Damp salt air magnified sound like a megaphone. Demidov wanted to be off the reservation and out of sight before any alarm went out. He put the little pistol out of reach without bothering to wipe it. There was no chance of fingerprints; his thin, black driving gloves covered all manner of problems.
Demidov reached into his long leather coat and pulled out one of his own guns, an SR-1 Vektor. Eighteen rounds, quite reliable as long as the safety was put out of commission with thin tape. With the correct ammunition, the Vektor was capable of penetrating body armor, cars, walls, and light armor plate.
But tonight he was loaded for a much more fragile target. Swiftly, silently, Demidov walked forward. Habit, not necessity. The target’s snores were louder than the wind. With his gloved left hand, he reached between Tommy’s legs, found his testicles, and squeezed hard. Sometimes a sudden, brutal shock of pain could wake up even the most sodden drunk.
Tommy made a sound rather like that of the back-door lock giving way, but his eyelids didn’t open.
Demidov gave another crank, twisting as he squeezed.
With another whine, Tommy tried to curl protectively around himself. His body didn’t respond. He was under too deep.
His eyelids quivered and stayed closed.
With a word of disgust, Demidov released the other man’s slack flesh. He knew men who would have enjoyed trying to wake Tommy up, but Demidov wasn’t one of them. To him, torture was a means to an end, like kerosene or a silencer. A tool, not a pleasure.
If he had been worried about misleading the authorities, he would have simply poured kerosene and let them decide if it was accident, suicide, or murder. But all he was concerned about was making sure the job got done. Once, such a weapon as his had been rare outside of Russia, too distinctive to use overseas. The modern weapons trade had changed that. Using a Vektor was no longer like leaving his name written on a corpse.
Demidov took out his 9 mm pistol, pulled a sofa pillow over the target to limit the back splash of gore, and shot Tommy twice in the head.
Moving quickly, Demidov poured kerosene on and around the body. He lit it with matches the dead man had dropped. When he was sure that the fire would take hold, he went out the same way he had come in, a dark dancer moving through the forest.
19
DAY THREE
ROSARIO
2:37 A.M.
The sirens had already awakened Emma. She was just getting back to sleep when her cell phone vibrated and warbled on the motel’s end table. With an impatient movement she snagged the phone.
“What,” she snarled.
“I’m out front in your Jeep,” Mac said. “In three minutes I leave without you.”
“I have the keys.”
“I don’t need them.”
The line went dead.
Emma had slept fully clothed-shoes, socks, jeans, and a black pullover-too exhausted after her turn watching
Twenty seconds after Mac had hung up on her, she was in the parking lot of the motel.

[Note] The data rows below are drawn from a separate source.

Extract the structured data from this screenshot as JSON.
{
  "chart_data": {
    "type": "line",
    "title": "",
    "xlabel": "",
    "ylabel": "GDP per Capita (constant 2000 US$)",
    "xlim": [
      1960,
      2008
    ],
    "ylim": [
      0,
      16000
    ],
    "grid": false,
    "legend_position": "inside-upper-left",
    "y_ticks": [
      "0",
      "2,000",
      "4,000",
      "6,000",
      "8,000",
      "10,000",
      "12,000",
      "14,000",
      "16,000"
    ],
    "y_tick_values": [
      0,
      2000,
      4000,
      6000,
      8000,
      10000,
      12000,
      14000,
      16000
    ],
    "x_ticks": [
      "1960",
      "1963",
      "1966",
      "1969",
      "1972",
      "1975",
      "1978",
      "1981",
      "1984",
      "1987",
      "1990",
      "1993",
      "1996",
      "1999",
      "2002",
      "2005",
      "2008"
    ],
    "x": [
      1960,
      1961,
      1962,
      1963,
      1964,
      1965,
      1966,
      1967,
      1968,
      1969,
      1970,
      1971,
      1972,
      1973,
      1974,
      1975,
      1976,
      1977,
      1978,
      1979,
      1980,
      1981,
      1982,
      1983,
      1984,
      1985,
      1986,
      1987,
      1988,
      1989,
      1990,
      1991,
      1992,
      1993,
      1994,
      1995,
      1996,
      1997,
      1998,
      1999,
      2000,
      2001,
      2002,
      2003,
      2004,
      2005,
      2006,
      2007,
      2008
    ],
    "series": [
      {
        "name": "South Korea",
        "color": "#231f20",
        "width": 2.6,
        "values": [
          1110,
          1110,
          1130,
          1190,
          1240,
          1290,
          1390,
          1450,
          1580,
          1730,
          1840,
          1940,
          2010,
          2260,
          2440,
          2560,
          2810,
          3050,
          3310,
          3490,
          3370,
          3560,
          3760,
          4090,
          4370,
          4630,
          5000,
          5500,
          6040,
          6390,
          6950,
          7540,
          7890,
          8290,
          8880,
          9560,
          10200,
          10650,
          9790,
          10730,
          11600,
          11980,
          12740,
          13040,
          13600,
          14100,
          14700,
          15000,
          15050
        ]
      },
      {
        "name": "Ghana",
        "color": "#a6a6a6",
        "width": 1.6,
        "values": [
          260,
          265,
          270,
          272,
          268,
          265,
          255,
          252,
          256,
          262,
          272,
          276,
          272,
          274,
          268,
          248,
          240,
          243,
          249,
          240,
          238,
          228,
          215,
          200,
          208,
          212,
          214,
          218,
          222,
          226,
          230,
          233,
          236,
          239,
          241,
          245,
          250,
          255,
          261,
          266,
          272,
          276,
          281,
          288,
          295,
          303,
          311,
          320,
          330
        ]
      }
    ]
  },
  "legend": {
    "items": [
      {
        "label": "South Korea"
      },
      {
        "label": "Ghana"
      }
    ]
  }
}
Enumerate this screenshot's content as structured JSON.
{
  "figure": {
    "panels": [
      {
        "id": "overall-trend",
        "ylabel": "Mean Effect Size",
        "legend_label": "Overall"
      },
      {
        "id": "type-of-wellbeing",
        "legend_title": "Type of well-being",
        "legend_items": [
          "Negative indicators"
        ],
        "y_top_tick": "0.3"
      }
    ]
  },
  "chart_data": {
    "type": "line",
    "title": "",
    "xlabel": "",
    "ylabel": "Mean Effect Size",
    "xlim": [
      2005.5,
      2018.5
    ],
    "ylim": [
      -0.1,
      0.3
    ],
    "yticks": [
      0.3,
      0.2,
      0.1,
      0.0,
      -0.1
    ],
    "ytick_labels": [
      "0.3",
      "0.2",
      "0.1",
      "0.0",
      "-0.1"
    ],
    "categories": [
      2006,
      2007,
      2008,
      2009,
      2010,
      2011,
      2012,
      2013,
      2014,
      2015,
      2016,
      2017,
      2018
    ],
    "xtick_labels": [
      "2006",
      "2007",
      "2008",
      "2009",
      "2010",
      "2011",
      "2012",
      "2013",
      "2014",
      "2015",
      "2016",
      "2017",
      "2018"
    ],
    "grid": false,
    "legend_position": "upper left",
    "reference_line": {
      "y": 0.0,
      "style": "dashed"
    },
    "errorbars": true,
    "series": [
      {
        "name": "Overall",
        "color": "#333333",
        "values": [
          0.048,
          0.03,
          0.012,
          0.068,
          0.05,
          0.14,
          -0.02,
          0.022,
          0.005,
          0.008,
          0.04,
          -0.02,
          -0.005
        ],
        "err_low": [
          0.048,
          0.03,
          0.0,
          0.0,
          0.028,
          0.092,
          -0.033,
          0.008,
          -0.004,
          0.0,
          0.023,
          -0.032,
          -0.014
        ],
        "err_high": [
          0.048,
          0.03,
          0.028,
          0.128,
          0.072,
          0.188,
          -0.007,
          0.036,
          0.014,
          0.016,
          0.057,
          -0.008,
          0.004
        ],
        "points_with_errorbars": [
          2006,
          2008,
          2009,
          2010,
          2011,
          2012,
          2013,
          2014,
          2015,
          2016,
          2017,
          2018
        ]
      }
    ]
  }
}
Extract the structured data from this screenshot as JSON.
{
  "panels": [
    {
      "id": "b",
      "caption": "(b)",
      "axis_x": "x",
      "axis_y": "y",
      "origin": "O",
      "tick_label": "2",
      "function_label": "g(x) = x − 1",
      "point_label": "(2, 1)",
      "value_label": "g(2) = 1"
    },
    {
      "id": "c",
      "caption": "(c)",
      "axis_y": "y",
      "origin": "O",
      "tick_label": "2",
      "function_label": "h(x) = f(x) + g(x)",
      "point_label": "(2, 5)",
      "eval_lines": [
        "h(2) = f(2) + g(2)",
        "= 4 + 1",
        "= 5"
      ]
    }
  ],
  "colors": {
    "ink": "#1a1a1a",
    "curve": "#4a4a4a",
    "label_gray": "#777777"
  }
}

Sure enough, he was sitting at the wheel of her Jeep. Wires dangled from the console. She got in the passenger seat, threw him the keys, and shut the door very quietly when she really wanted to slam it.
“Is it
“Not directly.”
He went down a side street, turned onto an eastbound feeder street, and flipped on the lights.
“Where’s your truck?” she asked.
“Crapped out, waiting for a new water pump.”
Silence.
Emma turned toward him. “You have about ten seconds to tell me what the hell is going on. If I don’t like what I hear, I’m going to reach into my girly purse, pull out a Glock, and turn you into splatter patterns.”
Mac gave her a sideways look and started talking. “I have a police scanner at my house. There was a fire on the rez. They’re talking about arson. One crispy critter in the ashes.”
She grimaced. She’d seen-and smelled-enough of that kind of death in Iraq to last her a lifetime.
“I don’t know how firemen stand it,” she said.
Mac didn’t have to ask what she meant.
“Some of them turn vegetarian for a while,” he said. “Then they get over it and go back to rare beef.”
“Glad to know I wasn’t the only one.”
“Where?” he asked.
“Baghdad. You?” she asked, wondering if he would lie.
Or if his file had.
“Afghanistan,” he said shortly, accelerating onto the highway, “well beyond any city.”
“Out with the tribes?” she asked casually.